In 2010, the Obama administration sent National Guardsmen to the US-Mexico border in response to concerns about drug-related violence, but Defense Department rules largely prevent the military from making arrests or seizing drugs along the border. Nick Miroff, a reporter at the Washington Post, wrote on Twitter that the guardsmen had little to do: “When I spent time with these soldiers watching the fence outside Nogales in 2011 they were hopelessly bored & desperate to leave.” Any soldiers Trump dispatches to the border are likely to encounter similar boredom.

Correction: An earlier version of this article misstated the date of the previous record-low number of people apprehended at the border.

AN IMPORTANT UPDATE

We’re falling behind our online fundraising goals and we can’t sustain coming up short on donations month after month. Perhaps you’ve heard? It is impossibly hard in the news business right now, with layoffs intensifying and fancy new startups and funding going kaput.

The crisis facing journalism and democracy isn’t going away anytime soon.
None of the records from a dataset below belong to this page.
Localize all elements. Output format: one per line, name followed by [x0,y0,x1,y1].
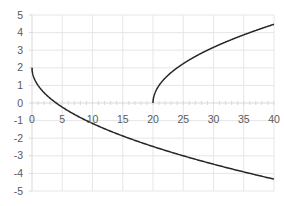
x-tick-label: 40 [268,113,280,125]
y-tick-label: 1 [17,79,23,91]
y-tick-label: -2 [14,132,23,144]
x-tick-label: 5 [59,113,65,125]
y-tick-label: 0 [17,97,23,109]
x-tick-label: 30 [208,113,220,125]
x-tick-label: 10 [87,113,99,125]
y-axis-tick-labels: 543210-1-2-3-4-5 [14,9,24,197]
x-tick-label: 25 [177,113,189,125]
x-tick-label: 35 [238,113,250,125]
chart: 543210-1-2-3-4-5 0510152025303540 [0,0,284,206]
y-tick-label: -3 [14,149,23,161]
y-tick-label: -1 [14,114,23,126]
axes [29,15,274,191]
x-tick-label: 15 [117,113,129,125]
y-tick-label: 5 [17,9,23,21]
y-tick-label: 4 [17,26,23,38]
y-tick-label: -5 [14,185,23,197]
y-tick-label: 2 [17,61,23,73]
x-axis-tick-labels: 0510152025303540 [29,113,280,125]
y-tick-label: 3 [17,44,23,56]
x-tick-label: 20 [147,113,159,125]
y-tick-label: -4 [14,167,23,179]
x-tick-label: 0 [29,113,35,125]
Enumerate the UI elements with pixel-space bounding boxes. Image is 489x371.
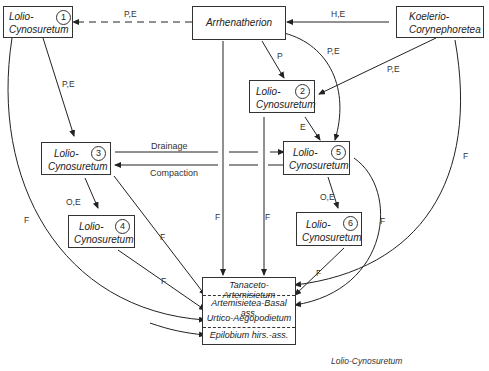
node-label-line2: Corynephoretea xyxy=(409,23,483,36)
node-lolio-cynosuretum-2: Lolio- Cynosuretum 2 xyxy=(249,80,315,113)
edge-label-arr-to-5: P,E xyxy=(327,46,340,56)
caption: Lolio-Cynosuretum xyxy=(331,356,402,366)
row-tanaceto-artemisietum: Tanaceto-Artemisietum xyxy=(203,280,295,300)
node-koelerio-corynephoretea: Koelerio- Corynephoretea xyxy=(396,6,484,38)
edge-label-drainage: Drainage xyxy=(151,141,188,151)
node-label-line1: Koelerio- xyxy=(409,10,483,23)
node-label-line2: Cynosuretum xyxy=(74,233,134,246)
node-label-line2: Cynosuretum xyxy=(289,159,349,172)
edge-label-arr-to-2: P xyxy=(277,51,283,61)
edge-label-f: F xyxy=(215,212,220,222)
node-number-badge: 1 xyxy=(56,10,71,25)
target-communities-box: Tanaceto-Artemisietum Artemisietea-Basal… xyxy=(202,277,296,345)
edge-label-f: F xyxy=(316,268,321,278)
node-number-badge: 3 xyxy=(91,146,106,161)
row-urtico-aegopodietum: Urtico-Aegopodietum xyxy=(203,313,295,323)
dashed-divider xyxy=(203,327,295,328)
edge-label-f: F xyxy=(160,232,165,242)
node-number-badge: 4 xyxy=(115,219,130,234)
node-label-line2: Cynosuretum xyxy=(48,160,110,173)
edge-label-f: F xyxy=(265,212,270,222)
edge-label-f: F xyxy=(24,215,29,225)
edge-label-5-to-6: O,E xyxy=(320,192,335,202)
edge-label-koel-to-2: P,E xyxy=(387,64,400,74)
edge-label-koel-to-arr: H,E xyxy=(331,9,345,19)
row-epilobium: Epilobium hirs.-ass. xyxy=(203,330,295,340)
edge-label-1-to-3: P,E xyxy=(62,79,75,89)
node-number-badge: 6 xyxy=(343,216,358,231)
node-arrhenatherion: Arrhenatherion xyxy=(192,6,286,40)
edge-label-compaction: Compaction xyxy=(150,168,198,178)
edge-label-f: F xyxy=(161,276,166,286)
edge-label-3-to-4: O,E xyxy=(66,197,81,207)
edge-label-2-to-5: E xyxy=(300,122,306,132)
edge-label-arr-to-1: P,E xyxy=(124,9,137,19)
dashed-divider xyxy=(203,295,295,296)
edge-label-f: F xyxy=(380,216,385,226)
node-number-badge: 2 xyxy=(295,84,310,99)
node-label-line2: Cynosuretum xyxy=(256,98,314,111)
node-lolio-cynosuretum-6: Lolio- Cynosuretum 6 xyxy=(296,212,362,246)
node-number-badge: 5 xyxy=(331,145,346,160)
node-lolio-cynosuretum-4: Lolio- Cynosuretum 4 xyxy=(68,215,135,248)
node-lolio-cynosuretum-1: Lolio- Cynosuretum 1 xyxy=(3,6,73,38)
edge-label-f: F xyxy=(463,151,468,161)
node-label-line2: Cynosuretum xyxy=(302,231,361,244)
node-label: Arrhenatherion xyxy=(206,17,272,28)
node-lolio-cynosuretum-5: Lolio- Cynosuretum 5 xyxy=(283,141,350,175)
node-lolio-cynosuretum-3: Lolio- Cynosuretum 3 xyxy=(41,142,111,175)
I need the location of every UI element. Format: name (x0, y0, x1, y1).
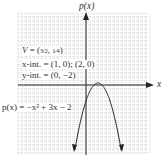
y-intercept-annotation: y-int. = (0, −2) (22, 71, 75, 80)
y-axis-label: p(x) (79, 2, 94, 12)
grid (18, 13, 150, 153)
left-arrow-icon (72, 144, 77, 152)
axes (18, 12, 154, 155)
vertex-annotation: V = (3⁄2, 1⁄4) (22, 46, 63, 55)
x-intercept-annotation: x-int. = (1, 0); (2, 0) (22, 60, 95, 69)
right-arrow-icon (119, 144, 124, 152)
function-label: p(x) = −x² + 3x − 2 (2, 103, 72, 112)
x-axis-label: x (157, 80, 161, 90)
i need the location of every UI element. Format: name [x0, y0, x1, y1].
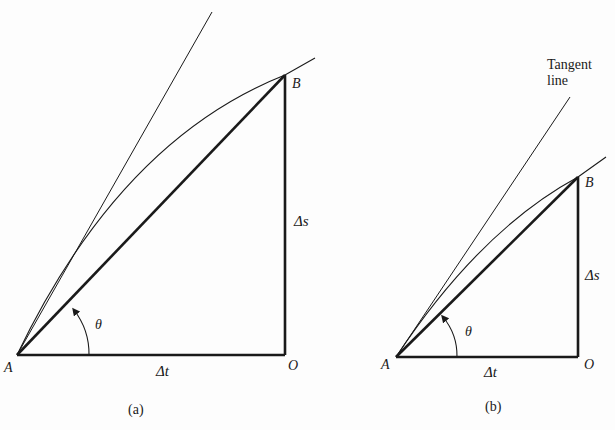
chord-ab-a: [17, 75, 285, 355]
label-tangent-line-2: line: [547, 73, 568, 88]
label-delta-t: Δt: [155, 363, 170, 379]
figure-b: Tangent line A O B Δs Δt θ (b): [380, 57, 606, 415]
label-delta-s-b: Δs: [584, 267, 600, 283]
diagram-svg: A O B Δs Δt θ (a) Tangent line A O B Δs …: [0, 0, 615, 430]
curve-a: [17, 58, 315, 355]
figure-a: A O B Δs Δt θ (a): [3, 12, 315, 418]
label-b-point: B: [292, 76, 301, 91]
label-o-point-b: O: [584, 357, 594, 372]
theta-arc-a: [74, 310, 89, 355]
label-theta: θ: [95, 317, 102, 332]
label-tangent-line-1: Tangent: [547, 57, 592, 72]
theta-arc-b: [443, 317, 457, 357]
caption-b: (b): [485, 399, 502, 415]
label-theta-b: θ: [465, 324, 472, 339]
label-o-point: O: [288, 358, 298, 373]
label-a-point: A: [3, 360, 13, 375]
label-b-point-b: B: [585, 175, 594, 190]
label-delta-s: Δs: [293, 213, 309, 229]
label-delta-t-b: Δt: [483, 364, 498, 380]
tangent-line-b: [396, 97, 570, 357]
label-a-point-b: A: [380, 357, 390, 372]
caption-a: (a): [128, 402, 144, 418]
figure-canvas: A O B Δs Δt θ (a) Tangent line A O B Δs …: [0, 0, 615, 430]
chord-ab-b: [396, 177, 578, 357]
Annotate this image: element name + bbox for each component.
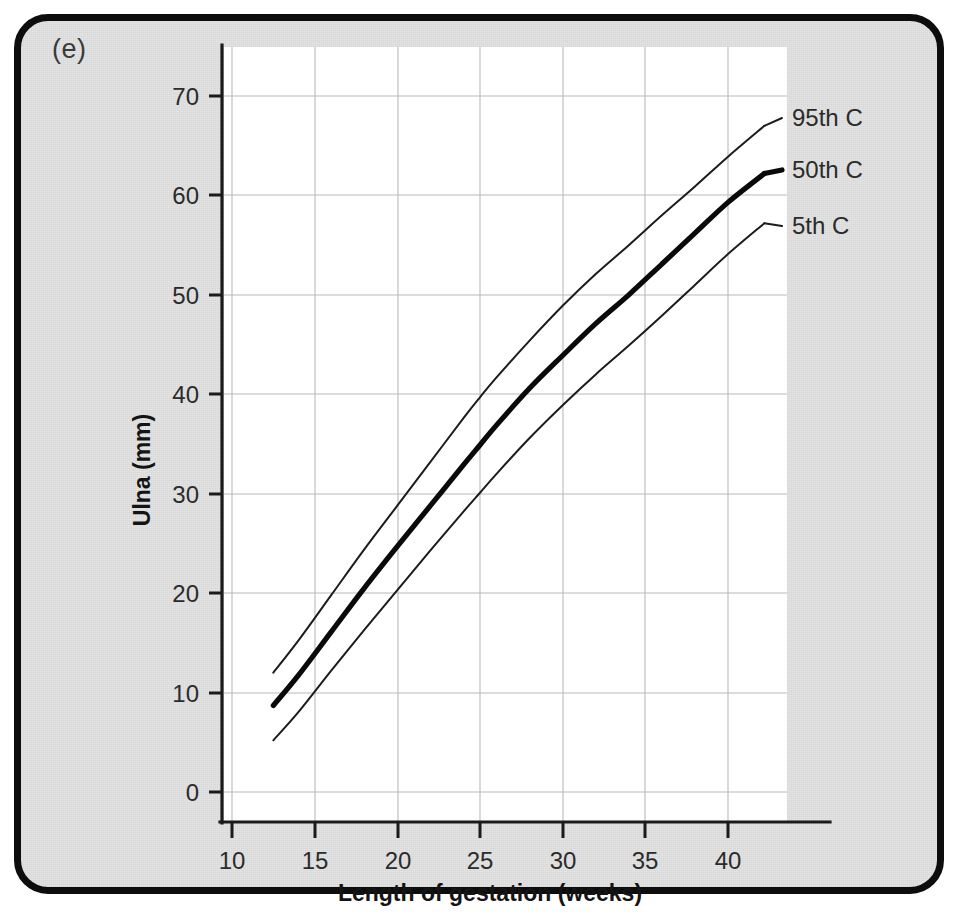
y-tick-label-10: 10	[172, 680, 199, 707]
y-tick-label-60: 60	[172, 182, 199, 209]
ulna-growth-chart: 70 60 50 40 30 20 10 0 10 15 20 25 30 35…	[0, 0, 970, 921]
x-tick-label-25: 25	[467, 847, 494, 874]
series-label-50th-c: 50th C	[792, 156, 863, 183]
plot-area	[224, 47, 787, 822]
y-tick-label-70: 70	[172, 83, 199, 110]
figure-root: (e)	[0, 0, 970, 921]
y-tick-label-50: 50	[172, 282, 199, 309]
x-tick-label-10: 10	[219, 847, 246, 874]
y-tick-label-20: 20	[172, 580, 199, 607]
x-tick-labels: 10 15 20 25 30 35 40	[219, 847, 742, 874]
y-tick-label-30: 30	[172, 481, 199, 508]
x-tick-label-20: 20	[385, 847, 412, 874]
series-labels: 95th C 50th C 5th C	[792, 104, 863, 239]
y-tick-labels: 70 60 50 40 30 20 10 0	[172, 83, 199, 806]
series-label-95th-c: 95th C	[792, 104, 863, 131]
series-label-5th-c: 5th C	[792, 212, 849, 239]
y-tickmarks	[209, 96, 222, 792]
leader-line-50th-c	[764, 170, 782, 174]
x-tick-label-40: 40	[715, 847, 742, 874]
y-axis-title: Ulna (mm)	[129, 414, 155, 526]
y-tick-label-0: 0	[186, 779, 199, 806]
x-axis-title: Length of gestation (weeks)	[338, 880, 642, 906]
x-tick-label-15: 15	[302, 847, 329, 874]
x-tick-label-35: 35	[632, 847, 659, 874]
x-tickmarks	[232, 822, 728, 838]
y-tick-label-40: 40	[172, 381, 199, 408]
x-tick-label-30: 30	[550, 847, 577, 874]
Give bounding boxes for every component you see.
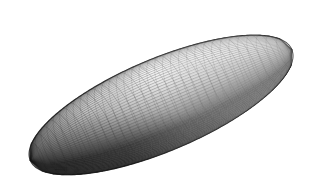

And neither is Mother Jones, our readers, or our unique way of doing in-depth reporting that exists to bring about change.

Which is exactly why, despite the challenges we face, we just took a big gulp and joined forces with The Center for Investigative Reporting, a team of ace journalists who create the amazing podcast and public radio show Reveal.

If you can part with even just a few bucks, please help us pick up the pace of donations. We simply can’t afford to keep falling behind on our fundraising targets month after month.

Editor-in-Chief Clara Jeffery said it well to our team recently, and that team 100 percent includes readers like you who make it all possible: “This is a year to prove that we can pull off this merger, grow our audiences and impact, attract more funding and keep growing. More broadly, it’s a year when the very future of both journalism and democracy is on the line. We have to go for every important story, every reader/listener/viewer, and leave it all on the field. I’m very proud of all the hard work that’s gotten us to this moment, and confident that we can meet it.”

Let’s do this. If you can right now, please support Mother Jones and investigative journalism with an urgently needed donation today.

payment methods

AN IMPORTANT UPDATE

We’re falling behind our online fundraising goals and we can’t sustain coming up short on donations month after month. Perhaps you’ve heard? It is impossibly hard in the news business right now, with layoffs intensifying and fancy new startups and funding going kaput.

The crisis facing journalism and democracy isn’t going away anytime soon. And neither is Mother Jones, our readers, or our unique way of doing in-depth reporting that exists to bring about change.

Which is exactly why, despite the challenges we face, we just took a big gulp and joined forces with The Center for Investigative Reporting, a team of ace journalists who create the amazing podcast and public radio show Reveal.

If you can part with even just a few bucks, please help us pick up the pace of donations. We simply can’t afford to keep falling behind on our fundraising targets month after month.

Editor-in-Chief Clara Jeffery said it well to our team recently, and that team 100 percent includes readers like you who make it all possible: “This is a year to prove that we can pull off this merger, grow our audiences and impact, attract more funding and keep growing. More broadly, it’s a year when the very future of both journalism and democracy is on the line. We have to go for every important story, every reader/listener/viewer, and leave it all on the field. I’m very proud of all the hard work that’s gotten us to this moment, and confident that we can meet it.”

Let’s do this. If you can right now, please support Mother Jones and investigative journalism with an urgently needed donation today.

payment methods

We Recommend

Latest

Sign up for our free newsletter

Subscribe to the Mother Jones Daily to have our top stories delivered directly to your inbox.

Get our award-winning magazine

Save big on a full year of investigations, ideas, and insights.

Subscribe

Support our journalism

Help Mother Jones' reporters dig deep with a tax-deductible donation.